Key Bayesian concepts
Review the following concepts to understand Bayesian statistics:
- Chance to Beat Control: the probability that the treatment variant performs better than the control. This differs from the frequentist p-value, which only tells you the probability of seeing your results (or more extreme results) if no true effect exists. Bayesian analysis answers the more intuitive question: "What's the probability this variant is actually better?"
- Credible Interval: the range where the difference between treatment and control means lies with a specified probability. Unlike confidence intervals in frequentist statistics, Bayesian credible intervals directly describe the likely values of the parameter. A 95% credible interval means there's a 95% probability the true difference falls within that range.
- Chance to Be Best: appears when your experiment includes more than two variants. This metric shows the probability that each variant outperforms all other variants. With only two variants, this metric equals the Chance to Beat Control.
When to use Bayesian statistics
Bayesian methods work well when you want continuous insight into your experiment's performance. They're valuable when you need to incorporate prior knowledge, make decisions with smaller sample sizes, or require probability statements that directly answer business questions like "How likely is this variant to succeed?"
For teams running standard product experiments with straightforward decision criteria, Amplitude Experiment defaults to sequential testing, which offers fast results with strong false positive control. You can switch to Bayesian analysis at any point to gain additional perspective on your experiment outcomes.
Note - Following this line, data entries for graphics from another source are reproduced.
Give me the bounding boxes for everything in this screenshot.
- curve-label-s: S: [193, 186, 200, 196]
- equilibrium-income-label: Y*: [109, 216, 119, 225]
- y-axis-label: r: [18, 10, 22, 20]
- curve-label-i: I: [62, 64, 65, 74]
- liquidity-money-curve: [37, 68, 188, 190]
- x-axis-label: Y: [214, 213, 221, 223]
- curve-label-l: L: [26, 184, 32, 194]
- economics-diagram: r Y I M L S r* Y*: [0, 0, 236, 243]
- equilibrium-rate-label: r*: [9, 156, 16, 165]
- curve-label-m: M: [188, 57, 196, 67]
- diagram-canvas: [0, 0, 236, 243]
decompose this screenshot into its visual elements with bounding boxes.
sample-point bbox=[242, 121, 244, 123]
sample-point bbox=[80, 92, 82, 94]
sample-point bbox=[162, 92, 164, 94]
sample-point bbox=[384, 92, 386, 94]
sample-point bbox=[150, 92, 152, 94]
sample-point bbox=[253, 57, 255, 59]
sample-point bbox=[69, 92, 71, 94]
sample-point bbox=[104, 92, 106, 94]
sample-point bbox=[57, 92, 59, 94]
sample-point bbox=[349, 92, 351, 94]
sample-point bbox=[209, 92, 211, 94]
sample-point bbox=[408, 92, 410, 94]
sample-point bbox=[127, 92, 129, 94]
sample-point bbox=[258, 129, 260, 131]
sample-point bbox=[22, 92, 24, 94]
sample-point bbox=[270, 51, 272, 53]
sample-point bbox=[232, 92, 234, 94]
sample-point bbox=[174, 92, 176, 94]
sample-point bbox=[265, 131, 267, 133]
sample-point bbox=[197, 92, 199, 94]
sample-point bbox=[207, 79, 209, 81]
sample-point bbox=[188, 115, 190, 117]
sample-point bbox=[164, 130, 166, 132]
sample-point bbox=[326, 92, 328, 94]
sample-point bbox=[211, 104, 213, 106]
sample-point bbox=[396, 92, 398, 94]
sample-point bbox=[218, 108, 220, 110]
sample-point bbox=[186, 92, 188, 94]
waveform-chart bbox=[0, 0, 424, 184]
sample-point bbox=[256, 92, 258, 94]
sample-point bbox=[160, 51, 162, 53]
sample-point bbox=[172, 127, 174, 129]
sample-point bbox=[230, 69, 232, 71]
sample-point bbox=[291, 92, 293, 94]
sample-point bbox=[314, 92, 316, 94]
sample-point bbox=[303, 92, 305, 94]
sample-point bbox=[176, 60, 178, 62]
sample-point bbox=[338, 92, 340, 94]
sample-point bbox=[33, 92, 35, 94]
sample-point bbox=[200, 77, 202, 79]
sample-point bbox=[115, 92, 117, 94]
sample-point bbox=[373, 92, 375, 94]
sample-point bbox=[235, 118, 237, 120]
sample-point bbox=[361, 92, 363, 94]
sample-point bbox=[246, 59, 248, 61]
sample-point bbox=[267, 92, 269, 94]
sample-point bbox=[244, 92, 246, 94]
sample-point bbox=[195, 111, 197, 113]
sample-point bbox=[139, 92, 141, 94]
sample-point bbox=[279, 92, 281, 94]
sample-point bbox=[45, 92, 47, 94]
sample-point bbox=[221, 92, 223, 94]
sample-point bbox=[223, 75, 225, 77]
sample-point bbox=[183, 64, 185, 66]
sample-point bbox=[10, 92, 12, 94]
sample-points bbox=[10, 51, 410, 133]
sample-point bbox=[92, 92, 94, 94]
Set up Bayesian statistics
To use Bayesian statistics for your experiment, complete the following steps:
- Go to your Experiments page.
- Open an existing experiment or click Create Experiment.
- Scroll to Advanced (Optional) settings, then click Stats Preferences.
- Click the Statistical Method dropdown and select Bayesian.
If your experiment is already running, switch to Bayesian analysis in the Experiment Results Chart. Click the gear icon, then Statistical Method, then select Bayesian.
Configure the Chance to Outperform Threshold
You can adjust the Chance to Outperform Threshold from 0% to 100%. Because Amplitude conducts a two-tailed Bayesian test, setting this threshold at 95% means your experiment reaches significance when the chance to outperform meets or exceeds 97.5%, or falls at or below 2.5%. This corresponds to a 95% credible interval.
How posterior-based metrics work
All metrics in Bayesian analysis (relative lift, absolute lift, and mean values) come from the posterior distribution. For example, with one exposure and zero conversions, the control mean displays as 33.3% because the prior adds one conversion and one non-conversion, producing a posterior mean of (0+1) / (1 + 1 + 1).
To view the mean without the prior distribution's influence, hover over the metric in the Analysis section. The mean over time chart shows the posterior mean in cumulative view and the raw mean of the data in non-cumulative view.
Minimum data requirements
To produce reliable results, Amplitude Experiment applies minimum thresholds before showing credible intervals and Chance to Beat Control:
- Binary metrics: at least 25 conversions and 100 exposures in each variant.
- Numeric metrics: at least 100 exposures in each variant.
False positive control and multiple comparisons
Bayesian statistics doesn't guarantee false positive control in the traditional sense. Amplitude disables Bonferroni correction when you use this method. Instead, Bayesian analysis controls expected loss, providing a more nuanced approach to decision-making under uncertainty. This approach follows established research on Bayesian multiple comparison methodology.
Custom priors
Click the 3 vertical dots icon for each metric. Then toggle on the "Customize the Prior". Set the parameters of the prior.
Limitations
Amplitude Experiment's Bayesian implementation doesn't support CUPED (variance reduction).